Dunne repocketed the letter. The marble bench had caused a throbbing at the bottom of his spine, old ache, old wound. His coccyx. “Who’d Pully trust besides you?”
“You.”
“But I was in Florida for the winter.” Dunne dug his thumbs into where the ache was.
“He kept to himself. You know that. We were two of a kind.”
“He didn’t have any friends?”
“That was his private business.”
“What was?”
“He saw Dick Van Hull now and then.”
“Van Hull?”
“They traveled some of the same … er … the same circuit.”
“Which circuit?”
“The Bird Circuit. Pully knew I knew. But we never talked about it. I respected his privacy.”
“Where’s Van Hull?”
“I don’t know where he
lives. Pully used to meet him every once in a while at Red’s Bar and Grill, corner of Fiftieth and Third. He teaches at a hoity-toity girls’ academy on the East Side. He usually stops in for the cocktail hour. I was never inside. He had me drive his car and pick him up a few times. Van Hull was a regular. Pully worried about him.”
“Why?”
“Booze. ‘Van Hull’s drinking too much,’ Pully said.”
“I’ll do my best to keep you out of this, but at least give me a phone number where I can reach you.”
“I don’t have a phone. I live in a rooming house in Park Slope, on Union Street, off Seventh Avenue.” Bassante salvaged pencil stub and paper scrap from his pocket, scribbled on it. “Here’s my address. I move, I’ll let you know.”
They walked to the staircase. Bassante stared at the mural directly in front, on the north flank of the Reading Room. He swept his hand in an arc, indicating the companion murals in the hall, two on each wall, all four painted, he said, by the same artist who put Prometheus on the ceiling. “Standard-issue art of the didactic WPA sort.”

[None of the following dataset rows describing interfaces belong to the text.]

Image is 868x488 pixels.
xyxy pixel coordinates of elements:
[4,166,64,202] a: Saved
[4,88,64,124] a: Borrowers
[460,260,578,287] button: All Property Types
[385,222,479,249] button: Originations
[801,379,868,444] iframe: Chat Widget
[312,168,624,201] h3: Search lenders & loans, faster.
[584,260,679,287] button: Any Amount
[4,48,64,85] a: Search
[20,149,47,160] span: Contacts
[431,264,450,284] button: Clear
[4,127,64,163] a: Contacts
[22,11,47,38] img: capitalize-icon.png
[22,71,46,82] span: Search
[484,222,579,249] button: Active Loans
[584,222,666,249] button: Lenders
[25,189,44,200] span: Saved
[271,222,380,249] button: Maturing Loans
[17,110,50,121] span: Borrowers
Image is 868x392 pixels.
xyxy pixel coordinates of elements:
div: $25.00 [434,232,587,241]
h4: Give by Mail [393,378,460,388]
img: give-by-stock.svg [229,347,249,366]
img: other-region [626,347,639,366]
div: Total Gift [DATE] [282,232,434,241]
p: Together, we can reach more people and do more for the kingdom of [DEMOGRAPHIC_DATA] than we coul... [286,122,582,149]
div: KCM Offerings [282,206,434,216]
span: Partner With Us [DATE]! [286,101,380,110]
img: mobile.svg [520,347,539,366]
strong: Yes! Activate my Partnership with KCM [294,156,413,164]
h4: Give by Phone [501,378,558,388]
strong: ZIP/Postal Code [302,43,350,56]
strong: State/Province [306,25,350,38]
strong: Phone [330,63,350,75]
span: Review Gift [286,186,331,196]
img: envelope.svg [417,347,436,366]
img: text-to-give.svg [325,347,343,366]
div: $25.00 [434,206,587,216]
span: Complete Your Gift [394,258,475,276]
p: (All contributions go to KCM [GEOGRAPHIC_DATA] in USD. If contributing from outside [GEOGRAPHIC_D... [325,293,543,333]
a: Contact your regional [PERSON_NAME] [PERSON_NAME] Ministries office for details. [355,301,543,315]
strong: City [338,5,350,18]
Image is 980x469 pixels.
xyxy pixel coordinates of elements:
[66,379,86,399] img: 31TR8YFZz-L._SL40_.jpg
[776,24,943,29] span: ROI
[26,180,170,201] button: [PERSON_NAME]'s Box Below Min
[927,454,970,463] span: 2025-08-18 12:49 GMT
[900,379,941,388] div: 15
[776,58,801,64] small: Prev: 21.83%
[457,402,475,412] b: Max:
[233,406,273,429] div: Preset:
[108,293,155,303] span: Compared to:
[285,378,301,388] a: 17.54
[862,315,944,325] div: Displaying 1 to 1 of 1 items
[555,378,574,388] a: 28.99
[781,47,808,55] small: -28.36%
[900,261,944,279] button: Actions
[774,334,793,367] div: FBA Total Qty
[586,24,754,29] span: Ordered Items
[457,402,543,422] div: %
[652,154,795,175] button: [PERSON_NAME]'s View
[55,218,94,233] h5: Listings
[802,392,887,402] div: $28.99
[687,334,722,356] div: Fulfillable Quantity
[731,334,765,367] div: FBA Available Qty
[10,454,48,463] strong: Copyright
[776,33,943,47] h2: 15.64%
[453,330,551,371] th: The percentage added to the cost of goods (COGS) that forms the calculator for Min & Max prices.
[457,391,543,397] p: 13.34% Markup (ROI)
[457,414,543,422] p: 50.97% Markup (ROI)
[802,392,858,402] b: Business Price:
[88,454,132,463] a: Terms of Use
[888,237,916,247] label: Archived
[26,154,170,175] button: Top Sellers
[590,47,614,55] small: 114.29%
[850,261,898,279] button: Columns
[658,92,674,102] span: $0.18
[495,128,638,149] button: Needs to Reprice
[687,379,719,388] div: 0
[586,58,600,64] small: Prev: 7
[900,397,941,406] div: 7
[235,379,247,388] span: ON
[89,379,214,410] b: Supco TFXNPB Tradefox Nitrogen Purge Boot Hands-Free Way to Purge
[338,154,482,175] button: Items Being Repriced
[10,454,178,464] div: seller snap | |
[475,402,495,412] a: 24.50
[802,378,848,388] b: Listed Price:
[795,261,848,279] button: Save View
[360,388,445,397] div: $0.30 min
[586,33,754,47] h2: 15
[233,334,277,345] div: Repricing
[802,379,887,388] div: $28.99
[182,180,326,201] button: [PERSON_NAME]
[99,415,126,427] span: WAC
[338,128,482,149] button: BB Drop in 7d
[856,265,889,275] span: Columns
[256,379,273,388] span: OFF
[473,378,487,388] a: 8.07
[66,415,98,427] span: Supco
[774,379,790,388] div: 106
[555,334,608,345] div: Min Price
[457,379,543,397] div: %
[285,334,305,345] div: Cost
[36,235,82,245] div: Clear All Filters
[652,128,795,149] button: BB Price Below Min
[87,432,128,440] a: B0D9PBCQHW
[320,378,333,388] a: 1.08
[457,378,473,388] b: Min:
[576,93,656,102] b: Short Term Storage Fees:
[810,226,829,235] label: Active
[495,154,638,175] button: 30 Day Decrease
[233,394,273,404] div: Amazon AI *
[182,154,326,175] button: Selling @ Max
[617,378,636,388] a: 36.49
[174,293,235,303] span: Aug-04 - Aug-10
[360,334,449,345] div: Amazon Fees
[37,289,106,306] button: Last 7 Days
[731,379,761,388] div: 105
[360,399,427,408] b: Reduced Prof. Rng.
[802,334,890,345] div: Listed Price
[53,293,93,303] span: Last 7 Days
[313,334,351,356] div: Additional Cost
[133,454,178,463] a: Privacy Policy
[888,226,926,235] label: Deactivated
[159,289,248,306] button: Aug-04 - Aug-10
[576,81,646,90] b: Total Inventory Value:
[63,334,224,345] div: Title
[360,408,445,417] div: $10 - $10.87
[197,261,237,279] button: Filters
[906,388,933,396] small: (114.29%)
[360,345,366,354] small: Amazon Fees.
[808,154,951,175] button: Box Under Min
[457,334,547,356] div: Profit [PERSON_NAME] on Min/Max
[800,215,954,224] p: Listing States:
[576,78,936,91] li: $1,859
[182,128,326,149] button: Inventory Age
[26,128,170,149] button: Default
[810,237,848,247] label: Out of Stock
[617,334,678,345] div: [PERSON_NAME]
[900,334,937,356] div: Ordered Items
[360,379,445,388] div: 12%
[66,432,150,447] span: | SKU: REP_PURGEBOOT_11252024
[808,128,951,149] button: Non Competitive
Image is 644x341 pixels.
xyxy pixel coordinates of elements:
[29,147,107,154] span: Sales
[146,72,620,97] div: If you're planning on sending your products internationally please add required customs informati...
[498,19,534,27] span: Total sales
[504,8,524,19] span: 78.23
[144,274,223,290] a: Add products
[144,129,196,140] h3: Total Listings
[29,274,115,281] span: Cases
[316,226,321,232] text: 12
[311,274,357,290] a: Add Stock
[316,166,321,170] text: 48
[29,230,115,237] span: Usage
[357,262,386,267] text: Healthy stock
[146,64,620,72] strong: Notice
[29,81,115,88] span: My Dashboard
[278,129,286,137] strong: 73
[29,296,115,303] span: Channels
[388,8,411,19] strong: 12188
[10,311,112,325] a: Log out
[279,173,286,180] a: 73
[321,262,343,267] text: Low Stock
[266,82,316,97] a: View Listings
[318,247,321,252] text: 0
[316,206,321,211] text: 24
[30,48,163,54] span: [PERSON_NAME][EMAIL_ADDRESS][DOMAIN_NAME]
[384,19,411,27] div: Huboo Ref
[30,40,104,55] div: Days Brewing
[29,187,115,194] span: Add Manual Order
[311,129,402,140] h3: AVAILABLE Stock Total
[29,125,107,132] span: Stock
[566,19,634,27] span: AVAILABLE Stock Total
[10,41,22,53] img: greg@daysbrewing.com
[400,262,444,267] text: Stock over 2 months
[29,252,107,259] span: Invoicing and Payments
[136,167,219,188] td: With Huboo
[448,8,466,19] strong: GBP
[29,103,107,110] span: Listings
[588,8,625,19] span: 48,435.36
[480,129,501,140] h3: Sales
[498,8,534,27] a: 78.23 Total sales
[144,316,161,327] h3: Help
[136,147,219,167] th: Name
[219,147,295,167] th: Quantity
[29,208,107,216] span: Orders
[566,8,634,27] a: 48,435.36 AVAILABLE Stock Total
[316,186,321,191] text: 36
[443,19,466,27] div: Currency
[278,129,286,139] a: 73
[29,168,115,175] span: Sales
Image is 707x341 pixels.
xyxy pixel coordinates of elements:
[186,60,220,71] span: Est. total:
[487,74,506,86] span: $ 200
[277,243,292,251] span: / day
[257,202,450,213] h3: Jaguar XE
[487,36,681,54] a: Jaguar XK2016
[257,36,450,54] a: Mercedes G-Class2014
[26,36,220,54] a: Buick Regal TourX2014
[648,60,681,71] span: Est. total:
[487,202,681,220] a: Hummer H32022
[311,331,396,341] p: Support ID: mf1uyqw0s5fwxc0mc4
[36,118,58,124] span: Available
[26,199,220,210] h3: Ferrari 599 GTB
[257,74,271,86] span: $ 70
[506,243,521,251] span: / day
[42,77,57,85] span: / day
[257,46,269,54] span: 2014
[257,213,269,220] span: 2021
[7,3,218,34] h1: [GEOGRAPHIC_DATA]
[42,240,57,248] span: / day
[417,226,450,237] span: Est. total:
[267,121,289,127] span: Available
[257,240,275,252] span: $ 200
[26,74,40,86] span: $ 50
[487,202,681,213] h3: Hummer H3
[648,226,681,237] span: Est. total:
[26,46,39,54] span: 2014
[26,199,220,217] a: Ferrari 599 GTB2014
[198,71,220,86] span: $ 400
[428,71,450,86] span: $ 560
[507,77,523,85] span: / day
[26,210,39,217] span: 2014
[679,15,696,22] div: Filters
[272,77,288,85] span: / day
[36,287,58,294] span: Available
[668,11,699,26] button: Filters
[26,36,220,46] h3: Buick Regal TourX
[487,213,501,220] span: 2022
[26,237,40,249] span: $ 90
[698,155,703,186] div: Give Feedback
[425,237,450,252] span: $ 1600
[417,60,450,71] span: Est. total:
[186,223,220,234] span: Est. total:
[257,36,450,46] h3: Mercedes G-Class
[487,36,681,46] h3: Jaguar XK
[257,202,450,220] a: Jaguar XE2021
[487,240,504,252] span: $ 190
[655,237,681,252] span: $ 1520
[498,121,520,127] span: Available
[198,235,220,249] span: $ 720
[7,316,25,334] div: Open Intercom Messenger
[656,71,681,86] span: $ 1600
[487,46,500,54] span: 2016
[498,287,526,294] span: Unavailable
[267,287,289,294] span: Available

Dunne stood back. He’d barely noticed them.
“They’re meant to sum up the progress of the written word. This is my favorite.” Bassante tipped his hat at the scene in front of them: Two white-robed monks in a scriptorium, one resting while the other labored at his desk over a sheet of parchment; in the distance, a building aflame and a barbarian on horseback thrusting his spear into a figure on the ground. He pointed at the mayhem in the background. “Something to be said for the cloister when the time comes around at last, as it always does, for our species to revert to its homicidal, bloodthirsty worst.”
The sand in the hourglass on the monk’s desk was running low.
“I was hopeful you’d be willing to take the lead on this.” Bassante extended his hand. “I’ll give you what support I can. Just let me keep my distance.”
They shook. Bassante went down the stairs and out of sight.
Red’s Bar & Grill had been a speakeasy during Prohibition. Thanks to the local precinct captain—brother to the owner, Red McGinnis—it had enjoyed protection from the raids and shakedowns most speaks experienced at one time or another. When liquor became legal again, Red’s privileged status allowed him to cater to a clientele more decorous and better behaved than the sullen, pugnacious crew found in many nearby gin mills.